Stored records
──────────

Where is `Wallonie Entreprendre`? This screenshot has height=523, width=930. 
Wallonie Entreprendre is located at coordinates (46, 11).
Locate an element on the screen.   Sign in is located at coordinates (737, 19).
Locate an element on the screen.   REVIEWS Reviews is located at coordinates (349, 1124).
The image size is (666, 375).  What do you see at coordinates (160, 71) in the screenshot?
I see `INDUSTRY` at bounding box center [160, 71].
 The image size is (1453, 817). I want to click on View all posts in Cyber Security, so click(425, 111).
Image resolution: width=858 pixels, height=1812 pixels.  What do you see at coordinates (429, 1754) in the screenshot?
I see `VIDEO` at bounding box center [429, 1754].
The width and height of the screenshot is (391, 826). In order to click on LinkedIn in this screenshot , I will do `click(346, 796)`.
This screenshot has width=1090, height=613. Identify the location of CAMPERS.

──────────

**EXERCISE REQUIREMENTS**.
Above are entries; state the number of lines among them that contain "element", and nothing else.

**COMPLETED EXERCISE**.
2